The one where a marketing company would rather get their customer's domain blacklisted than learn to use SendGrid

Posted by onlyroad66@reddit | talesfromtechsupport | View on Reddit | 78 comments

I feel like I'm losing my mind.

A client of the MSP I work at recently contracted an external ~~marketing~~ AI Driven personalized email sales generation firm. They send bulk template emails to a list of potential customers and try to convince them to buy something. But they're not marketing, and will correct you every time you so much as insinuate they are.

Whatever. Not the issue I have with them. Because rather than send mail from their own infrastructure or a dedicated bulk sending service, they apparently require a standard licensed user mailbox to ~~send spam~~ generate personalized sales leads.

We warn them that this won't fly, that account is going to get blocked within 24 hours, and that the client runs the risk of having their entire domain blacklisted. Marketing company says it's fine, they've done this with hundreds of clients, including on the Fortune 500. Client says do it, boss says the inevitable stupid tax will be a good source of revenue, us techs are just paid to push buttons so we create them their account.

Twenty four hours pass.

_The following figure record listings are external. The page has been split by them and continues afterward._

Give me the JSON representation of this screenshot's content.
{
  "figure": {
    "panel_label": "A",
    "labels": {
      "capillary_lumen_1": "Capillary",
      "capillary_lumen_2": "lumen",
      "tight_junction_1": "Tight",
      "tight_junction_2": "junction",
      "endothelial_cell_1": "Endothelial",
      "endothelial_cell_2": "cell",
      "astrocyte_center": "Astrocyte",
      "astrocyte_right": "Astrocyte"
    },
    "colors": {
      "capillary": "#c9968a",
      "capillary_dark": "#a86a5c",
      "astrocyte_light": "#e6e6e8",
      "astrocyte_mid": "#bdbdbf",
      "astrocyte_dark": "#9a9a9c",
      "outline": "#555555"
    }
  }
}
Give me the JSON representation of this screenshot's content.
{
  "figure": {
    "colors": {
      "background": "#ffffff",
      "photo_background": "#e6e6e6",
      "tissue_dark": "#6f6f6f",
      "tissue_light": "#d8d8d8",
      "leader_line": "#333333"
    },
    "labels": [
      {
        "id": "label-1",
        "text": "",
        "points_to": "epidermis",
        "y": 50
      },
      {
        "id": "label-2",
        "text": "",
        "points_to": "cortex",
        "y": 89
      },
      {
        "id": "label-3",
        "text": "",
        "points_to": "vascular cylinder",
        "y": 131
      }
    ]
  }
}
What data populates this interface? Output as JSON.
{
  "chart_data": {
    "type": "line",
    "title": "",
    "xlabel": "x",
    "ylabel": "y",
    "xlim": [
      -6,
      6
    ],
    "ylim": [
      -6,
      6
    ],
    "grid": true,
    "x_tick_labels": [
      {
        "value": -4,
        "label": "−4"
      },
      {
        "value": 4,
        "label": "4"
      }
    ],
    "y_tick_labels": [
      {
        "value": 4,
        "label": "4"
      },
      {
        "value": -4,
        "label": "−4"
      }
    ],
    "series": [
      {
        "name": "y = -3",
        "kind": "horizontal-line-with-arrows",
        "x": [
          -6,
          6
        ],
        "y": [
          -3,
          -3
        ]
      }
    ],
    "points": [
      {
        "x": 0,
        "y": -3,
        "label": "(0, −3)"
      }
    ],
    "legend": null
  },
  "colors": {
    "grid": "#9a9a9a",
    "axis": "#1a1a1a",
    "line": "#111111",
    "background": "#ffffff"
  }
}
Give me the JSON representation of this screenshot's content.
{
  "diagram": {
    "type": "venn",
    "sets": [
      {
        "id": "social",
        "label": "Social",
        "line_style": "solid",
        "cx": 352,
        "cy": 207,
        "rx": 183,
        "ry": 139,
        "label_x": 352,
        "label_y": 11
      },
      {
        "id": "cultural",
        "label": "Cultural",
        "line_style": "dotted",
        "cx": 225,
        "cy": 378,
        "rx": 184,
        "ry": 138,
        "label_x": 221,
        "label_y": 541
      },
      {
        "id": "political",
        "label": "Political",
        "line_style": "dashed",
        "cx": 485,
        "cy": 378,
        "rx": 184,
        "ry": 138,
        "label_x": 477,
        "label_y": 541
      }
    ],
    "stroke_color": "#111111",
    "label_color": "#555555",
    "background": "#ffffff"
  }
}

Security alert hits the queue, marketing.bozos@clientdomain.com has been restricted from sending out of 365 due to suspect outbound messages. Checking into it...the account was sending out standard boilerplate spam. We have a moment of 'I told you so,' get affected parties together, reiterate that this won't fly and recommend that they do what we told them to in the first place.

No, says the marketing company. This happens all the time. 365 just needs some time to adjust to their sending patterns. They "mimic human behavior" after all. But, we should create them a second marketing account so they can split their sends between them. This will totally fix it, promise. Argument ensues, but at the end of it the second account is created.

Twenty four hours pass. Two security alerts hit the queue. marketing.bozos@clientdomain.com and marketing.bozos2@clientdomain.com have been restricted from sending out of 365 due to suspect outbound messages. Both accounts were sending out standard spam. The 'I told you so' is said with a sigh today. We again recommend they do what they're supposed to.

No, says the marketing company. This has been happing increasingly often. What we really need is a third marketing account so they can be super absolutely sure this doesn't happen again, super duper pinkie promise. The ensuing argument has more tension this time around. A third account is created at the client's insistence.

Twenty four hours pass. Three security alerts hit the queue. marketing.bozos@clientdomain.com, marketing.bozos2@clientdomain.com, and marketing.bozos3@clientdomain.com have been restricted from sending out of 365 due to suspect outbound messages. All three accounts are sending out standard spam. The 'I told you so' is said through gritted teeth. Boss finally puts his foot down, says that we are not going to be creating an infinite series of licensed marketing user accounts. You are going to need to find both a new IT provider and a new domain at the current rate. Argument ensues, further ~~spam~~ sales generation sends are paused until a resolution can be reached. A meeting is scheduled.

The meeting happens, between myself, one of our senior techs/technical executive, stakeholders at the client, and the non-technical account manager from the marketing company. Account manager insists on giving us the sales pitch for their company. "We send bulk template emails to a list of potential customers and try to convince them to buy something" says the account manager in her native tongue of corporate buzzword slop. Great. Amazing. Tell us what shitty bulk sending platform you use and the spf record you want to us add and we can be done with this.

No no no, says the account manager. It's not our business process to use those. We prefer a personalized approach. You see, we mimic realistic human behavior. Our weird proprietary tool that we've grafted to this poor mailbox sends a message once exactly every 120 seconds - just like a human! We personalize our messages by using the same subject line every single time! These are not standard marketing messages, they're an AI driven, personalized sales generation platform. Transcendent. Enrapturing. You're sending spam. You're going to get the client blacklisted. I refuse to believe that we are the first people to have pointed this out to you.

Well, the account manager admits, we have been noticing these issues recently. Since last month, apparently. But we're totally 100% certain that if we just keep at it, 365 will give up eventually! We tell the client this is untenable, unsupportable, and poses a serious risk to their business operations. Marketing company refuses to budge. It is eventually 'agreed' to buy a clientdomainmarketing.com, use it to create a seperate 365 environment, and let marketing company go wild without risk of contaminating the primary domain's reputation.

Am I crazy? Does this sound like anything remotely reasonable? I feel like I'm going insane.